Global Pediatric Health (Oct 2020)
Cystic Fibrosis Diagnosed Using Indigenously Wrapped Sweating Technique: First Large-Scale Study Reporting Socio-Demographic, Clinical, and Laboratory Features among the Children in Bangladesh A Lower Middle Income Country
Abstract
Due to lack of robust data on childhood cystic fibrosis (CF) in Bangladesh we sought to evaluate their clinico-epidemiology. A cross-sectional observation was conducted adopting CF-foundation consensus-panel-diagnostic criteria in 3 tertiary-care-hospitals in Bangladesh from 2000 to 2017. Clinically suspected 95 CF-cases were subjected to sweat-chloride testing using locally-developed a fast, cheap and effective indigenously body-wrapped sweating technique measured by US-Easy Lyte-automated microprocessor-controlled analyzer marking ≥60 mmol/L as positive. Mean-age of CF-cases at disease-onset was 16.9 ± 26.6 months that significantly differed with age-at-diagnosis ( P < .02). Pulmonary syndromes included chronic wet cough in 100%, respiratory distress in 90.5%, digital-clubbing in 78%, mucopurulent-sputum in 74%-cases, and crepitation in 82%. Radio-imaging revealed bronchiectasis in 60%, hyperinflation/peribronchial-thickening in 22% and, pan-sinusitis in 89%-cases. While 37% had history-of malabsorption, high-fecal-fat revealed in 53%-cases. Malnutrition prevailed as severe-underweight in 87%-cases and all CF-cases (100%) had high sweat-chloride (mean = 118 ± 53.34 mmol/L). Thus, children with pulmonary features coupled with severe malnutrition and associated radio-imaging bronchiectasis should be screened for CF with a fast, cheap and effective sweat test in resource poor settings.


Task directions:
Pull every line holding the word "Menu" out of the data and copy it.

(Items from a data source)
-------

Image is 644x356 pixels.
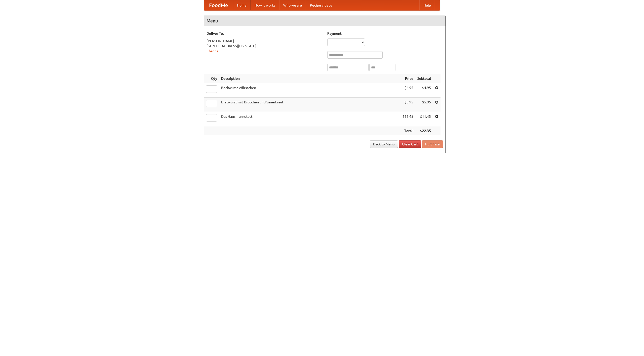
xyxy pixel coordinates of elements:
[233,0,250,10] a: Home
[400,112,415,126] td: $11.45
[204,74,219,83] th: Qty
[219,83,400,98] td: Bockwurst Würstchen
[204,16,446,26] h4: Menu
[419,0,435,10] a: Help
[370,141,398,148] a: Back to Menu
[207,44,322,49] div: [STREET_ADDRESS][US_STATE]
[219,74,400,83] th: Description
[306,0,336,10] a: Recipe videos
[400,126,415,136] th: Total:
[207,38,322,44] div: [PERSON_NAME]
[400,98,415,112] td: $5.95
[415,98,433,112] td: $5.95
[207,49,219,53] a: Change
[400,74,415,83] th: Price
[400,83,415,98] td: $4.95
[415,126,433,136] th: $22.35
[250,0,279,10] a: How it works
[415,83,433,98] td: $4.95
[415,112,433,126] td: $11.45
[327,31,443,36] h5: Payment:
[219,98,400,112] td: Bratwurst mit Brötchen und Sauerkraut
[399,141,421,148] a: Clear Cart
[422,141,443,148] button: Purchase
[279,0,306,10] a: Who we are
[207,31,322,36] h5: Deliver To:
[219,112,400,126] td: Das Hausmannskost
[415,74,433,83] th: Subtotal
[204,0,233,10] a: FoodMe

-------

Exercise result:
[204,16,446,26] h4: Menu
[370,141,398,148] a: Back to Menu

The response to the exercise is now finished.